To try and answer what you’re asking genuinely, since I don’t see indication that this is bad-faith:
The reason African-Americans and some black people get a “pass” to use it isn’t because it isn’t offensive. Its because they’re expected to have a better understanding of their own oppression than someone who hasn’t lived with it, and because it can generally be assumed to not have racist connotations. The word has such heavy history that if someone who isn’t black uses it, it is usually (and reasonably) assumed to be racism. Even among those who are black, theres a lot of nuance, with many feeling uncomfortable with saying it, either because the word is so loaded that it can be offensive reguardless, or because they don’t feel like they’re connected enough to the history to have the “right” to say it (I.E. someone who grew up in a black-majority country might feel this way.)
Making immigration more difficult already benefits the wealthy. Not having birthright citizenship won’t change that.
I think you’re misinterpreting my intentions. I believe that making immigration and citizenship easier is best. I just also believe that Jus Soli is an ineffective band-aid solution, that doesn little to help the common man.
I’m not informed enough to be very specific in execution, but in my mind, immigration should be extremely generous. Ideally, I’d say it should be effectively unlimited, but I know there are economic considerations that need to be taken into account, such as the rate of housing construction. That said, I don’t feel confident enough to outline specifics beyond that. I have nothing against immigrants or immigration.

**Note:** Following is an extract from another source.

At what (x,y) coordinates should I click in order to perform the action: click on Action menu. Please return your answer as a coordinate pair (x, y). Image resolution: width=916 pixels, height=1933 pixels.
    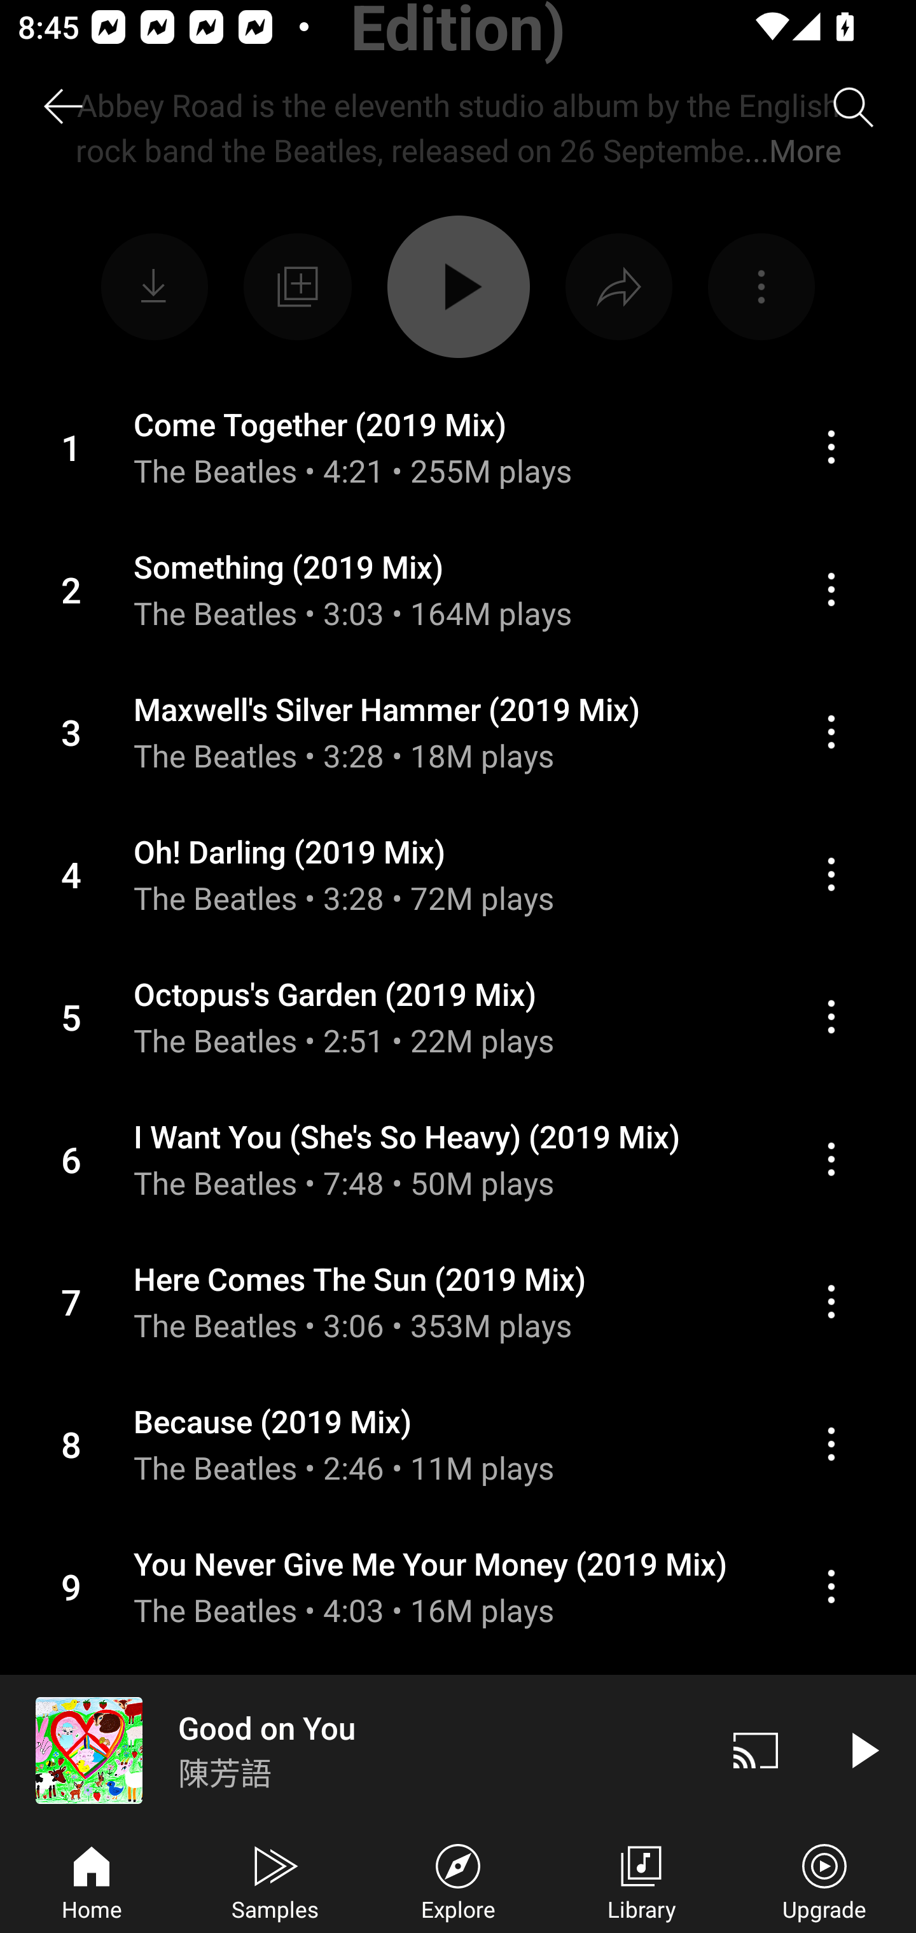
    Looking at the image, I should click on (830, 1016).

Its purely citizenship, and the political power it involves specifically that I believe shouldn’t be given out based on geographic location at one instant alone. Given that its effectively giving you power to change how the country is run, it should be given to those who are directly affected by how the country is run. Ideally, I’d almost want a system where someone can’t be more invested in a different country, although again, I’m not sure about specifics. Prehaps something along the lines of a limit of how much property can be owned outside the country relative to within the country, so regular people qualify easily, but someone can’t get citizenship while they own a dozen houses elsewhere. Again, I’m not an expert, and not trying to advocate for a specific solution, just that immigration be made easier and citizenship shouldn’t be something you can buy.
Edit: fixed a couple typos.
We don’t know for every one for certain, but we have plausable explanations or backgrounds for nearly every cryptid and mythological creature. Usually, the explanation is either a diseased animal, misidentified bones, or someone looking to make money.
So we give up with a half-measure, that helps the rich moreso than the poor without addressing the underlying issue?
This isn’t a helpful or sustainable approach. Should we give up on climate change because reducing carbon output is hard, or say, “Well, as long as you don’t use coal, its good enough.” Of course not. Not to mention that making immigration and/or citizenship more accessible isn’t an impossible task at all, esspecially relative to climate change or weath inequality.
The economy is terrible with both hardware and software becoming more expensive, theres a good selection of free and long-lifetime games (be it live-service or just very long and replayable), and a lot of the newer paid games have become worse.
I’d be significantly more suprised if this wasn’t the case.